I was a fellow at Harvard medical school and was trying to do some back of the envelope calculation with my bay mates Mike Springer and Paul Jorgensen and we found none of the books and internet resources could give us what we needed so we decided to start a database ourselves.

How has the project grown and developed? Do you have any goals for the future?

It took shape rapidly in the first year and has been expanding ever since. The book that came out recently with Rob Phillips helps distill key insights from the available numbers and is available freely online. In the coming year I plan to revamp the interface to make it easier to use with mobile devices, make it more intuitive etc.

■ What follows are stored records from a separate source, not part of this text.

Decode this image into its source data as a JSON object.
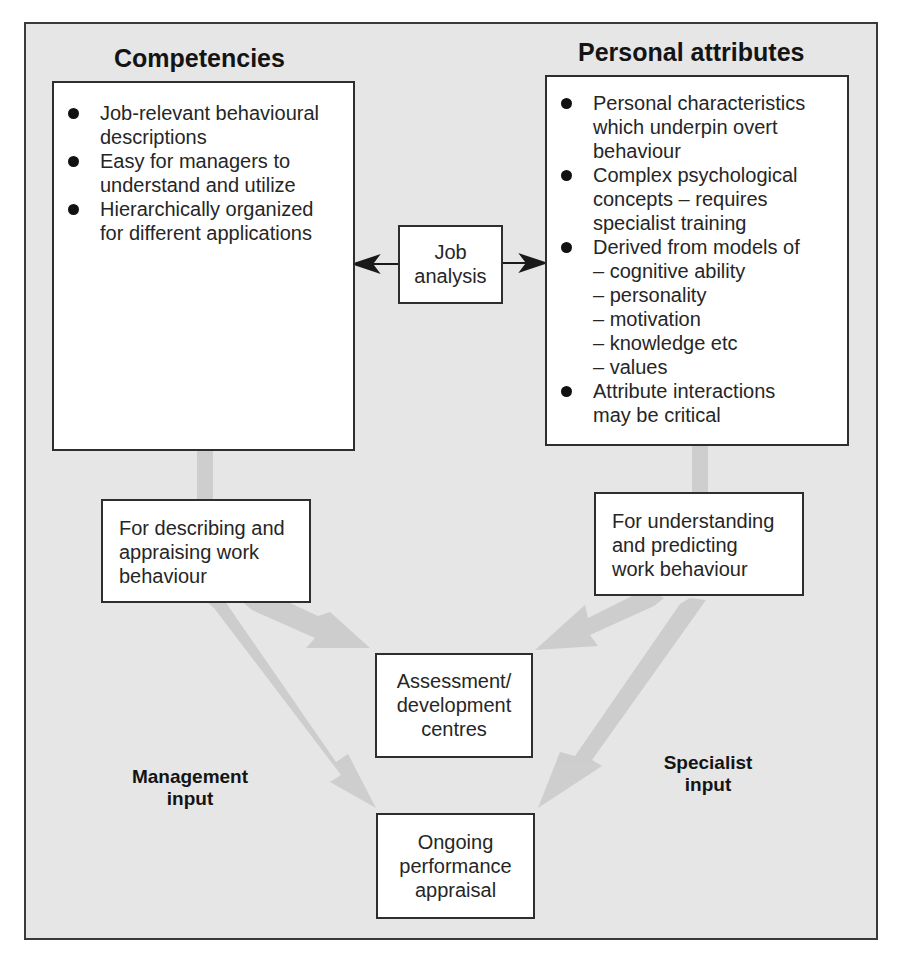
{
  "diagram": {
    "left_column": {
      "heading": "Competencies",
      "bullets": [
        [
          "Job-relevant behavioural",
          "descriptions"
        ],
        [
          "Easy for managers to",
          "understand and utilize"
        ],
        [
          "Hierarchically organized",
          "for different applications"
        ]
      ],
      "purpose_box": [
        "For describing and",
        "appraising work",
        "behaviour"
      ],
      "input_label": [
        "Management",
        "input"
      ]
    },
    "right_column": {
      "heading": "Personal attributes",
      "bullets": [
        [
          "Personal characteristics",
          "which underpin overt",
          "behaviour"
        ],
        [
          "Complex psychological",
          "concepts – requires",
          "specialist training"
        ],
        [
          "Derived from models of",
          "– cognitive ability",
          "– personality",
          "– motivation",
          "– knowledge etc",
          "– values"
        ],
        [
          "Attribute interactions",
          "may be critical"
        ]
      ],
      "purpose_box": [
        "For understanding",
        "and predicting",
        "work behaviour"
      ],
      "input_label": [
        "Specialist",
        "input"
      ]
    },
    "center": {
      "job_analysis": [
        "Job",
        "analysis"
      ],
      "assessment": [
        "Assessment/",
        "development",
        "centres"
      ],
      "appraisal": [
        "Ongoing",
        "performance",
        "appraisal"
      ]
    },
    "colors": {
      "background": "#e6e6e6",
      "box_fill": "#ffffff",
      "border": "#2e2e2e",
      "flow_arrow": "#cdcdcd"
    }
  }
}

In your book Cell Biology by the Numbers you accompany tables of numbers with vignettes about the topics covered – do you have a favourite you’d like to share?

I love the one where we talk about how many H+ ions are in a cell – only about 100 in a bacterial cell! I also like the one about the turnover rate of different tissues in the body and how that was inferred with the help of signals from nuclear tests.

Do you have any advice for physicists who are interested in working on biology problems?

Don’t be worried about all the jargon, it is a field where you can easily penetrate things by reading textbooks that are almost page-turners and consulting wikipedia when needed. There are low hanging fruits ready to be picked, but you have to be willing to solve the problems by making your own makeshift  biological model and not always turning things into the beloved Ising model.